I've only really seen these two pop-up for that price range: TP Link AC1750 and the TP Link AX1800
 

Lutfij

Titan
Moderator
With all due respect to the router that you currently have, you shouldn't be having an issue with your existing setup. Perhaps run a speedtest and see if you get the same across all devices tethered to the router. You should also see if your router is pending any firmware updates.
 
It is all going to depends on your wifi end devices if this really makes any difference.

You want to use ethernet for every possible device to reduce the competition for wifi bandwidth. Your current router can actually support 1gbit ethernet wan to lan so getting a "better?" one will not change that.

What is different is the wifi BUT the router is only 1/2 the connection. If your end devices do not also support the new kinds of wifi it can not use the new features.
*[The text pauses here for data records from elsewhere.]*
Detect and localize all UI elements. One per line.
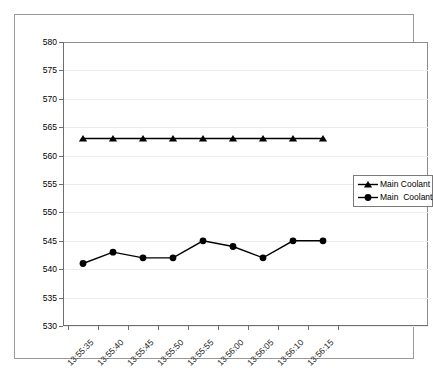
y-axis-tick-label: 530 [43, 322, 57, 331]
circle-marker-icon [230, 243, 237, 250]
legend-entry: Main Coolant [357, 178, 429, 191]
circle-marker-icon [170, 254, 177, 261]
chart-frame: 580575570565560555550545540535530 13:55:… [14, 14, 414, 359]
y-axis-tick-label: 560 [43, 151, 57, 160]
x-axis-tick-mark [158, 326, 159, 330]
circle-marker-icon [365, 194, 372, 201]
circle-marker-icon [80, 260, 87, 267]
chart-legend: Main CoolantMain Coolant [353, 175, 433, 207]
circle-marker-icon [140, 254, 147, 261]
y-axis-tick-label: 575 [43, 66, 57, 75]
circle-marker-icon [200, 237, 207, 244]
circle-marker-icon [290, 237, 297, 244]
x-axis-tick-mark [128, 326, 129, 330]
y-axis-tick-label: 540 [43, 265, 57, 274]
x-axis-tick-mark [248, 326, 249, 330]
y-axis-tick-label: 570 [43, 95, 57, 104]
x-axis-tick-label: 13:56:10 [276, 338, 305, 367]
legend-symbol [357, 192, 379, 203]
x-axis-tick-mark [68, 326, 69, 330]
x-axis-tick-label: 13:55:50 [156, 338, 185, 367]
y-axis-tick-label: 535 [43, 293, 57, 302]
x-axis-tick-label: 13:55:40 [96, 338, 125, 367]
circle-marker-icon [110, 249, 117, 256]
legend-label: Main Coolant [380, 193, 432, 202]
x-axis-tick-label: 13:55:45 [126, 338, 155, 367]
legend-symbol [357, 179, 379, 190]
circle-marker-icon [320, 237, 327, 244]
y-axis-tick-label: 550 [43, 208, 57, 217]
legend-label: Main Coolant [380, 180, 430, 189]
y-axis-tick-mark [59, 326, 63, 327]
gridline [63, 326, 428, 327]
x-axis-tick-mark [308, 326, 309, 330]
legend-entry: Main Coolant [357, 191, 429, 204]
y-axis-tick-label: 545 [43, 237, 57, 246]
x-axis-tick-label: 13:56:00 [216, 338, 245, 367]
series-1 [79, 135, 327, 142]
x-axis-tick-label: 13:55:35 [66, 338, 95, 367]
series-line [83, 241, 323, 264]
x-axis-tick-label: 13:55:55 [186, 338, 215, 367]
y-axis-tick-label: 580 [43, 38, 57, 47]
x-axis-line [63, 325, 428, 326]
x-axis-tick-label: 13:56:15 [306, 338, 335, 367]
y-axis-tick-label: 565 [43, 123, 57, 132]
y-axis-line [63, 42, 64, 326]
x-axis-tick-label: 13:56:05 [246, 338, 275, 367]
x-axis-tick-mark [218, 326, 219, 330]
x-axis-tick-mark [278, 326, 279, 330]
series-2 [80, 237, 327, 267]
x-axis-tick-mark [98, 326, 99, 330]
circle-marker-icon [260, 254, 267, 261]
x-axis-tick-mark [188, 326, 189, 330]
y-axis-tick-label: 555 [43, 180, 57, 189]
x-axis-tick-mark [338, 326, 339, 330]
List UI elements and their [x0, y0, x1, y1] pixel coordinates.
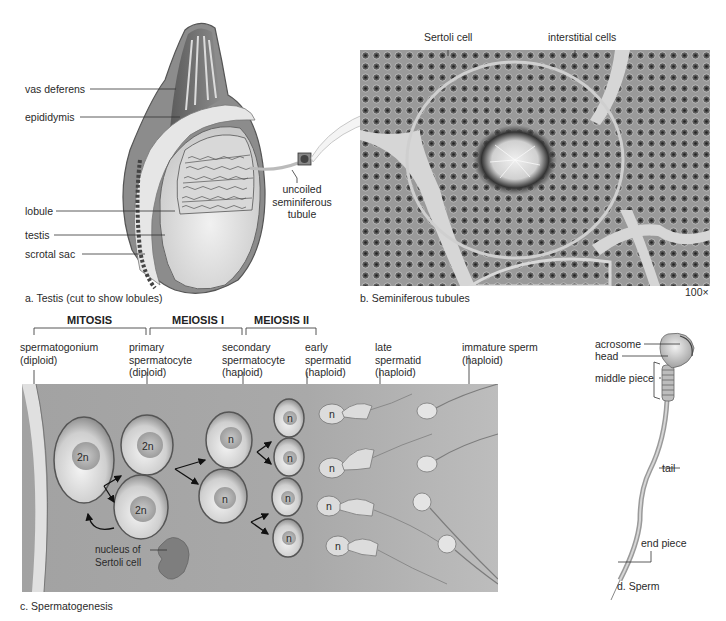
label-middle-piece: middle piece [595, 372, 654, 385]
label-head: head [595, 350, 618, 363]
sperm-illustration [0, 0, 726, 621]
label-acrosome: acrosome [595, 338, 641, 351]
label-tail: tail [662, 462, 675, 475]
caption-panel-d: d. Sperm [617, 580, 660, 592]
label-end-piece: end piece [641, 537, 687, 550]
So if you were to buy the ax1800 you might get slightly higher speeds on devices that support wifi6. The problem is device that only support wifi5 (802.11ac) will drop back and the router will run exactly like your current 1200 router when it runs 802.11ac.

In general unless you have some device that can only run wifi and it must do large data transfers you are not going to see much difference even if you buy high end router and new devices. Most portable devices are not downloading lots of data and extra bandwidth provides little benefit.

The newer routers do not really send the signal any father. In some ways the signal can be considered to go less distance but that gets into the messy concept of combing speed and distance. Using a more complex data encoding in the wifi increases the amount of data but the same complexity also makes it more susceptible to interference.

I guess it depends on what your actual problem is. You are best off spending any money to move devices to ethernet rather than trying to get faster wifi if that is your problem.
 
Mesh is mostly marketing to get you spend money for magic boxes that mostly just empty your wallet.

Unless you buy the really expensive ones that have extra radio chips they are just the same boxes they used to sell as repeaters or extenders with different names on them. They still suffer from all the problem repeaters do. Even the expensive ones have major issues with performance just bit less than the cheap ones.

These are not magic they must be placed in a location that they can get strong signal from the router and still send a repeated signals to the remote location. If it was a big open field you would place it half way. The problem in most houses is there really is no location that is optimal. Things like walls and ceilings are absorbing the signals.

You can look at solutions like MoCA if you have coax cables in your rooms or maybe consider powerline networks.